The state of Minnesota is seeking to bar Essar Global from any involvement in a controversial $2.6 billion taconite project in Nashwauk.

"As you know the DNR and state of Minnesota has a long and troubled history in working with Essar and its affiliates," wrote Sarah Strommen, the new commissioner of the Department of Natural Resources (DNR), in a letter Monday to Mesabi Metallics CEO Gary Heasley. "To that end, please be advised that the DNR has begun the process of seeking debarment of Essar Global and any of its affiliates from doing business with the state of Minnesota."

Mesabi Metallics is the company trying to resurrect the half-finished Iron Range project. Essar Global's subsidiary, Essar Steel Minnesota, started the project, but after a decade of missed milestones and missed payments, it filed for bankruptcy in 2016.

Virginia businessman Tom Clarke and his Chippewa Partners bought the assets out of bankruptcy and through Mesabi has tried to jump-start the project. Last summer, control of Mesabi passed to Nubai Global Investment, based in the British Virgin Islands.

Earlier this month, Essar Global bought $260 million of Mesabi's outstanding debt.

Although the move makes Essar Mesabi's primary lender, Mesabi has not been in contact with Essar for a couple weeks, spokesman Darin Broton said.

Mesabi still owns the assets of the project, Broton said, and "right now, there is lack of clarity around what Essar's role is going to be."

After meeting commitments made in its bankruptcy plan, DNR awarded the mineral leases for the project to Mesabi.

Strommen said the state is now reviewing whether the current Mesabi Metallics management team has complied with the permit and mineral-lease requirements set by the state. The company missed a key construction deadline on Dec. 31 and was informed its rent and royalty fees would be doubled, a consequence worth millions.

Now that Essar is involved in the project again, the state decided to act.

"The state has no confidence that Essar — if it were to take any operational, management, oversight or even investor role in the Mesabi Metallics project — would act in good faith to ensure timely construction and professional operation of the project."

The missed deadline had to do with progress on a "value-added" facility that is supposed to produce an ore product with significantly higher iron content than what is currently produced by taconite facilities on the Iron Range. Because of it, quarterly rent to the state now doubles to $120,000 beginning this quarter. Annual mineral royalties now double to $12 million a year, the DNR said last week.

Broton said Mesabi Metallics still plans to finish building the taconite plant by the end of this year and will build the new value-added facility at some point after that. Further, he said the Dec. 31 deadline was set by prior project managers and that a new timetable had been submitted to the DNR.

Essar Steel Minnesota first broke ground on its Nashwauk project in 2008. But it filed for bankruptcy in July 2016 with $1 billion in debt after downsizing the project and failing to pay contractors. The state called in its economic development loans and took over Essar Minnesota's mineral leases.

In the meantime, the project has prompted a series of lawsuits, including management squabbles between Clarke and Nubai and a lawsuit in which Cleveland Cliffs accuses the DNR of unfairly awarding mineral rights in Nashwauk to Mesabi Metallics instead of Cliffs. Cliffs purchased land surrounding the Nashwauk project controlled by Mesabi Metallics and Nubai.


Below are the records. Retype exactly the lines between the lines holding "You are a GUI" and "This screenshot has", inclusive.
Segment Start: EXERCISE INPUTS
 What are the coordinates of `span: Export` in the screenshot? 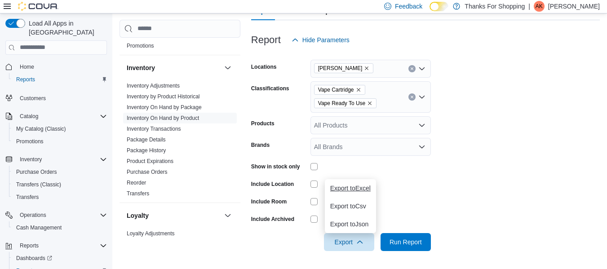 It's located at (349, 242).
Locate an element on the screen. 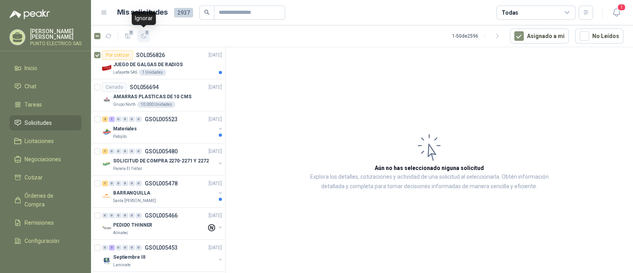 The image size is (633, 273). span: Remisiones is located at coordinates (39, 222).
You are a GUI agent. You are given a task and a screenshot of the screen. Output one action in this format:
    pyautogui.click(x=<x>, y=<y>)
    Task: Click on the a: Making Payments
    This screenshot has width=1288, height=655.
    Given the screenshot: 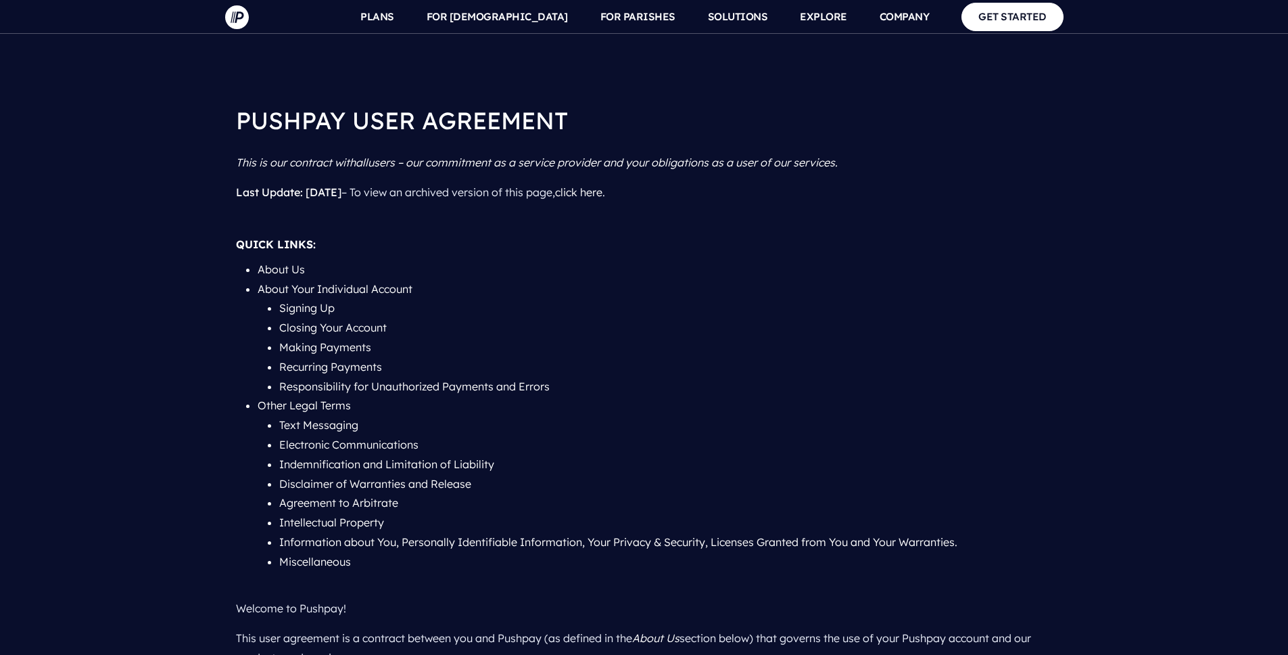 What is the action you would take?
    pyautogui.click(x=325, y=347)
    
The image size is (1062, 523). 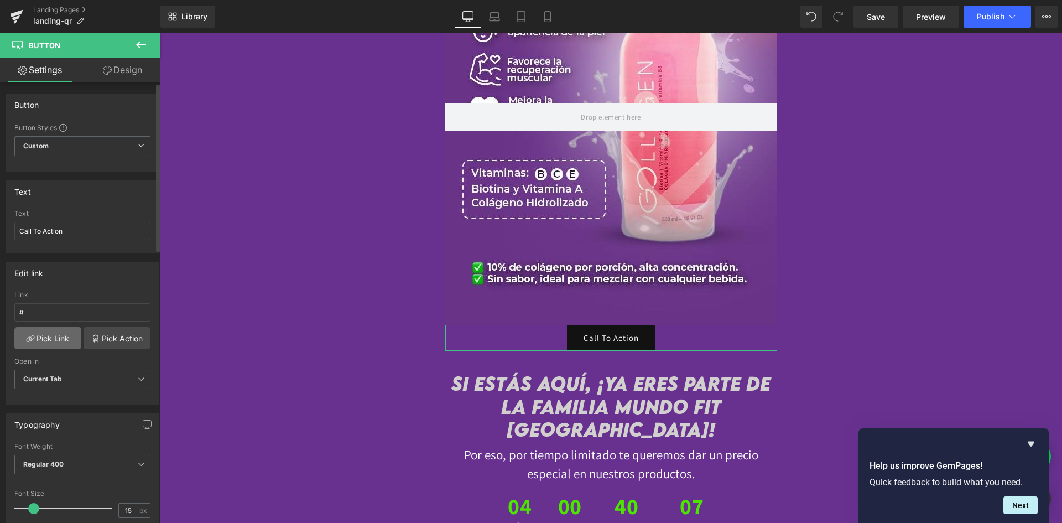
Segment End: EXERCISE INPUTS
EXERCISE ANSWER:
You are a GUI agent. You are given a task and a screenshot of the screen. Output one action in this format:
    pyautogui.click(x=<x>, y=<y>)
    Task: Click on the a: Making Payments
    This screenshot has width=1288, height=655.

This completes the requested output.